This book critically examines the practice and meanings of corporate social responsibility (CSR) and how the movement has facilitated a positive and somewhat unquestioned image of the global corporation. Drawing on extensive fieldwork material collected in Ghanaian communities located around the project sites of Newmont Mining Corporation and Kinross Gold Corporation, the monograph employs critical discourse analysis to accentuate how mining corporations use CSR as a discursive alibi to gain legitimacy and dominance over the social order, while determining their own spheres of responsibility and accountability. Hiding behind such notions as ‘social licence to operate’ and ‘best practice, ’ corporations are enacted as entities that are morally conscious and socially responsible. Yet, this enactment is contested in host communities, as explored in chapters that examine corporate citizenship, gendered perspectives, and how global CSR norms institutionalize unaccountability.
Table of Content
1. Chapter 1 Gold Mining and CSR: Responsibility to Whom and for What.- 2. Chapter 2 “We need social licence to actually mine and we believe communities are part of what we do”: Contested Corporate Citizenship.- 3. Chapter 3 “We want to bring everyone on board but it’s quite difficult”: Responsibilization via the Newmont Ahafo Development Foundation.- 4. Chapter 4 “A woman can also speak out”: Gendered Perspectives on Responsibilization.- 5. Chapter 5 “There is no yardstick to measure [our performance] with”: A Global Movement for Institutionalizing Unaccountability.- 6. Chapter 6 The Bigger Picture: Implications for De-Responsibilization and Re-Responsibilization.
About the author
Nathan Andrews is Assistant Professor in Global and International Studies at the University of Northern British Columbia, Canada.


• _Work order_: From the data that follows, report how many lines hold the string "axis", giving only the number.

• _Records shown_:
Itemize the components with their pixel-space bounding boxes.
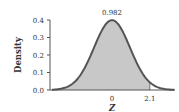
x-ticks: 02.1 <box>110 95 156 103</box>
plot-area: 0.00.10.20.30.4 02.1 <box>33 17 175 104</box>
y-ticks: 0.00.10.20.30.4 <box>33 17 50 95</box>
area-annotation: 0.982 <box>102 9 122 17</box>
y-tick-label: 0.0 <box>33 87 44 95</box>
y-tick-label: 0.3 <box>33 34 44 42</box>
x-tick-label: 0 <box>110 95 114 103</box>
y-tick-label: 0.4 <box>33 17 45 25</box>
y-axis-title: Density <box>13 36 23 73</box>
x-tick-label: 2.1 <box>144 95 155 103</box>
y-tick-label: 0.1 <box>33 69 44 77</box>
x-axis-title: Z <box>108 103 116 112</box>
y-tick-label: 0.2 <box>33 52 44 60</box>
normal-density-chart: 0.00.10.20.30.4 02.1 0.982 Density Z <box>0 0 179 112</box>
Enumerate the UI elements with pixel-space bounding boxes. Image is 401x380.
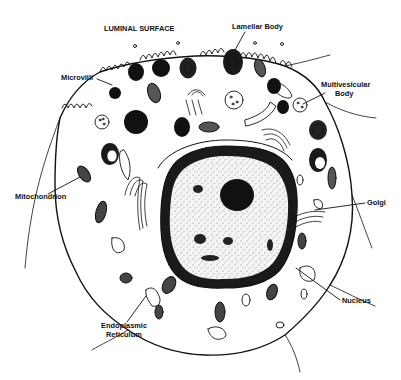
label-luminal-surface: LUMINAL SURFACE [104, 24, 175, 33]
label-microvilli: Microvilli [61, 73, 93, 82]
label-multivesicular-body: Multivesicular [321, 80, 370, 89]
label-lamellar-body: Lamellar Body [232, 22, 284, 31]
nucleolus [220, 179, 254, 211]
microvilli [62, 42, 292, 108]
cell-diagram: LUMINAL SURFACE Lamellar Body Microvilli… [0, 0, 401, 380]
label-mitochondrion: Mitochondrion [15, 192, 67, 201]
label-golgi: Golgi [367, 198, 386, 207]
nucleus [158, 140, 297, 288]
label-multivesicular-body-line2: Body [335, 89, 354, 98]
label-endoplasmic-reticulum-line2: Reticulum [106, 330, 142, 339]
label-endoplasmic-reticulum: Endoplasmic [101, 321, 147, 330]
label-nucleus: Nucleus [342, 296, 371, 305]
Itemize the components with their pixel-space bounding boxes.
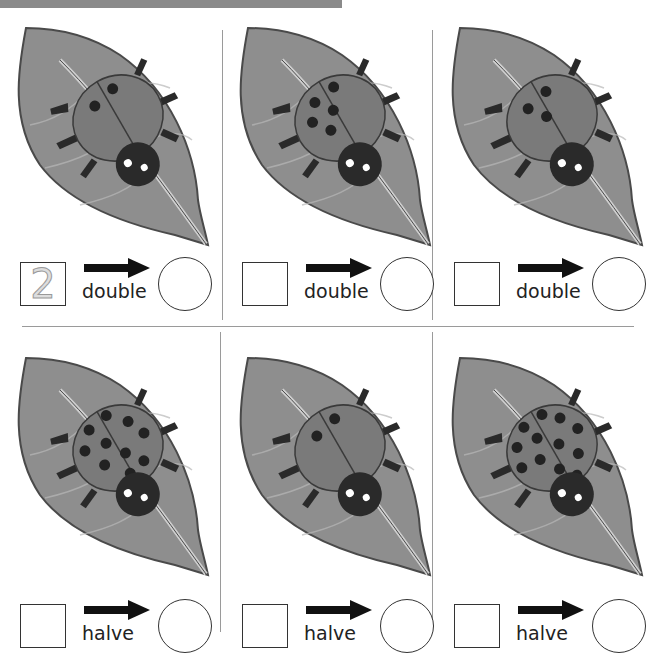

• _Response area_: 2